- Tuesday, September 17, 2019

President Trump is reportedly planning his most ambitious executive order yet. It would require pharmaceutical companies to sell drugs to Medicare and Medicaid for the same prices they charge in other developed countries, where medicines are often far cheaper.  

That might sound like the sort of bold, America-first policy we need to make drugs more affordable. It’s deeply unfair that wealthy nations like Canada and Germany can purchase medicines — typically invented in the United States — for a fraction of the price that Americans pay.

But the strategy would backfire. Price controls would yield short-term savings for patients and taxpayers — but they’d also deter future research investments and choke off the development of new drugs. The policy would leave Americans worse off in the long run. Let’s hope the administration chooses a smarter way to reduce patients’ drug costs.

Medical innovation is a high-risk, high-expense endeavor. Less than 12 percent of experimental therapies that undergo human testing ultimately prove effective enough to receive FDA approval. Because of this high failure rate, it costs more than $2.5 billion to bring just one new drug to market.

Investors willingly fund risky research projects as long as there’s a chance to profit from a successful medicine. Big pharmaceutical companies poured almost $80 billion into research and development in 2018 alone. Smaller biotech firms invested billions more.

Thanks to such investments, U.S. labs produce over half of all new medicines developed worldwide. America leads the world in drug development precisely because it doesn’t artificially cap the price of medicines.

This innovation saves lives. In the United States, death rates from HIV/AIDS have plummeted close to 90 percent since the mid-1990s thanks to new antiretroviral treatments. Cancer deaths have fallen 27 percent over the last three decades, mostly because of better drugs. Five-year survival rates for chronic myeloid leukemia have risen by almost 60 percent since 2001, when the first drug to treat the cancer was approved.

This progress shows no signs of slowing. Roughly three-quarters of drugs in the clinical pipeline are potential “first-in-class” medicines for Alzheimer’s disease, diabetes, cancer and more. That means they’re unlike any other drugs on the market.

Price controls would eliminate companies’ incentives to invest in drug development. Why would firms spend billions on research if there’s no hope of eventually turning a profit or even recouping their development costs?

If the president’s potential executive order — or a proposed plan that would index Medicare reimbursements for advanced drugs to the prices paid in other countries — goes into effect, patients would enjoy far fewer new cures.

Fortunately, the president can deliver savings to patients without resorting to price controls. His aides at the Department of Health and Human Services (HHS) already developed — but then inexplicably shelved — a great plan to reform the drug supply chain.

Each year, drug makers offer well over $100 billion of discounts on their products to insurers and other middlemen in the drug supply chain. But patients rarely benefit from these savings at the pharmacy counter. That’s because insurers and middlemen capture these rebates themselves, instead of using them to reduce patients’ out-of-pocket costs.

The HHS proposal would have forced insurers and other middlemen to share those discounts directly with Medicare beneficiaries in the form of lower copays and coinsurance. According to an analysis from consulting firm Milliman, the rule could have reduced Medicare beneficiaries’ prescription drug spending by 11 percent and saved the federal government up to $98 billion over the next decade.

These savings would have made it easier for patients to stay healthy. Up to 125,000 Americans lose their lives each year because they don’t adhere to their prescriptions. This prescription “non-adherence” is responsible for 10 percent of hospitalizations and costs the U.S. health care system up to $289 billion every year.

Additionally, instead of embracing ill-conceived price controls, the administration should be pressuring other nations, especially European countries, to abandon such policies so that the United States does not have to foot the bill for most of the world’s pharmaceutical research and development.

Imposing price controls on Medicare might generate short-term savings — but it’d cut off the research funding that yields new cures. President Trump would be wise to shelve this proposal and concentrate on slashing Americans’ out-of-pocket drug costs.

• Bob Beauprez, a former Republican U.S. representative Colorado, is a Republican candidate for governor of Colorado.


What is expected
The reply must consist of one number: how many lines of the data include the word "noble".

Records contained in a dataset
==*==

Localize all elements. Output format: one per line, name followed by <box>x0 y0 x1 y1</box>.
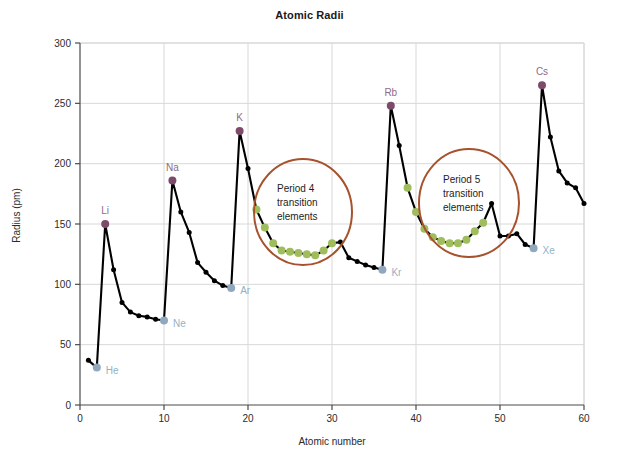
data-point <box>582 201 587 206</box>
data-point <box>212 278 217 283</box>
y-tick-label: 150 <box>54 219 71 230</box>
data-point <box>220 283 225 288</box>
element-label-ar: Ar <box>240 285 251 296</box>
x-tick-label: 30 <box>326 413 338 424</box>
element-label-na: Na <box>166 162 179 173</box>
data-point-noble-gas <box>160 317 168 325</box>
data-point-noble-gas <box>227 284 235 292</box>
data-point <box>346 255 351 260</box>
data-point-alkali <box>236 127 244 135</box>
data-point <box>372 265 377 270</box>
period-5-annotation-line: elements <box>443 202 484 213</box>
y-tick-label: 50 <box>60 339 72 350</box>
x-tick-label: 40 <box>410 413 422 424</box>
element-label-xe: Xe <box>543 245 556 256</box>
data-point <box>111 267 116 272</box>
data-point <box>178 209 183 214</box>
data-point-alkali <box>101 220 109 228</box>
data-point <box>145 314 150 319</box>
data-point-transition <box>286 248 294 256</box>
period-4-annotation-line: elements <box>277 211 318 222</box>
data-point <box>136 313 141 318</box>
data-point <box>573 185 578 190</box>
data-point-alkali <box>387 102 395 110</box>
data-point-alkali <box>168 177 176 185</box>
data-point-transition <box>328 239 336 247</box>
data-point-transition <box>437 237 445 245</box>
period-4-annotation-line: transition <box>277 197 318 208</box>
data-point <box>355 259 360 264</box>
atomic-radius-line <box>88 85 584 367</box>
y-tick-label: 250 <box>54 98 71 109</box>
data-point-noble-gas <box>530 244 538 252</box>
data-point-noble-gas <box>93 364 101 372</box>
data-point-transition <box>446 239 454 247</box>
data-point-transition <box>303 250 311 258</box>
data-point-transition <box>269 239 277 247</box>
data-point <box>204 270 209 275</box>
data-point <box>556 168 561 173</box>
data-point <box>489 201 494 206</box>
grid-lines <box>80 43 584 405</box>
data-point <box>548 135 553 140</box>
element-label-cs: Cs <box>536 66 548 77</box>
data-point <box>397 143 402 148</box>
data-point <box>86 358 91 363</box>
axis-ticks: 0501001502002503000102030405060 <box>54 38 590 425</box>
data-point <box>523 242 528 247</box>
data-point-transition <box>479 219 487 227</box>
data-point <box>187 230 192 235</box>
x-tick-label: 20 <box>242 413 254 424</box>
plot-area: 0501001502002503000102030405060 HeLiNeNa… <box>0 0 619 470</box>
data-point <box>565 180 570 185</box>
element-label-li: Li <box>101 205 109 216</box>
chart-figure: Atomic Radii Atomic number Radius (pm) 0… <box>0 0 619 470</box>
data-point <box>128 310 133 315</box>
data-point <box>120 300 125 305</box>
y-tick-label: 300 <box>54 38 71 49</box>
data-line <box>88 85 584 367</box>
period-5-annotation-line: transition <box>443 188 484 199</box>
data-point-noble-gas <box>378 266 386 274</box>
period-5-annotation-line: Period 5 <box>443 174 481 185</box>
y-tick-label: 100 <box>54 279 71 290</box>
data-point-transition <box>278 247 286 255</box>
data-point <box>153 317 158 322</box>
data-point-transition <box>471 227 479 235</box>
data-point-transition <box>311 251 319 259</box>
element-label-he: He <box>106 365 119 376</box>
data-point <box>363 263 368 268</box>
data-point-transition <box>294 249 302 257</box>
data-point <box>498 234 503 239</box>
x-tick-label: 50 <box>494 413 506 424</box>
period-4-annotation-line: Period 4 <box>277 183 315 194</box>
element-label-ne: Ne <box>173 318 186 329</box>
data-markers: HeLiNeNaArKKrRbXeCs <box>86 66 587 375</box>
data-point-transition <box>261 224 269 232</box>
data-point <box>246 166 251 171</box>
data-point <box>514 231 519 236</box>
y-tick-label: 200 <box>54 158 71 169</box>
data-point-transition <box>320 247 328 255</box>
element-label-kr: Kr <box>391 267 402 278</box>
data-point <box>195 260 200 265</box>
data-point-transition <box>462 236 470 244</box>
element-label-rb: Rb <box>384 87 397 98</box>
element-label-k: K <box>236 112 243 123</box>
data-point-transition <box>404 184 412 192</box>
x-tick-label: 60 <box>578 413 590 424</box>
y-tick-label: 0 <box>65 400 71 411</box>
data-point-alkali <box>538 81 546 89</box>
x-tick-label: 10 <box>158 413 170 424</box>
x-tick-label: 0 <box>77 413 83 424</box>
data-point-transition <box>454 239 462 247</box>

==*==

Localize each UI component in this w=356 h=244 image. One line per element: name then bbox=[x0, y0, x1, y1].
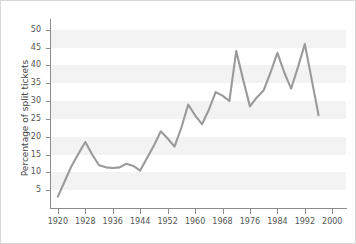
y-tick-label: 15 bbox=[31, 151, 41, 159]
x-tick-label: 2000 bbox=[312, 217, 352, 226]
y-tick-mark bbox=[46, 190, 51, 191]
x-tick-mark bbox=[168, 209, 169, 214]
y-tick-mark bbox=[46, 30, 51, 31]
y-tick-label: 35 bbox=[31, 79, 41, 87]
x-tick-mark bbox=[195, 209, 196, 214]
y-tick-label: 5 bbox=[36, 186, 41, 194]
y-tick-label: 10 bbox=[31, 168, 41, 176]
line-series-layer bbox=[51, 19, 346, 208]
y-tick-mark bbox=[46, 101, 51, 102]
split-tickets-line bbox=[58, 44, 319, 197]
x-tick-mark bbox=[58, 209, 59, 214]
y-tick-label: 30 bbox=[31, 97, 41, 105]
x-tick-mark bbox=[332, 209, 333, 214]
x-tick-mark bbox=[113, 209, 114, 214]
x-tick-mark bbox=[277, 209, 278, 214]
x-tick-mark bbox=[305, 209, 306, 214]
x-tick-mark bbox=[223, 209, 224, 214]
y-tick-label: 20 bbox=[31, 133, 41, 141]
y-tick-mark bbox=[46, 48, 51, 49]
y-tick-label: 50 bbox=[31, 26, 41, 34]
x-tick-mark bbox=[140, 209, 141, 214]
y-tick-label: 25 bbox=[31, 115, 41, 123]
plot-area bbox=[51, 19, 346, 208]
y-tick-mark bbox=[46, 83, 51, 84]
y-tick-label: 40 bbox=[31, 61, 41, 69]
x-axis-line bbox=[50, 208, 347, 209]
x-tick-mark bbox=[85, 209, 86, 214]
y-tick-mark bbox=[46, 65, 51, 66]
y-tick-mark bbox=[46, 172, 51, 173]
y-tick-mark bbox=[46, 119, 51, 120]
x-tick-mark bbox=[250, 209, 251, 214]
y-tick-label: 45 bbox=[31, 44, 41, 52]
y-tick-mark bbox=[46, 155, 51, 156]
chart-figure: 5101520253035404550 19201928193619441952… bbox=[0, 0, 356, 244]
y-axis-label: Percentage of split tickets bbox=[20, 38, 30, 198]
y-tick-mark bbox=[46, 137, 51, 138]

==*==

Written solution
5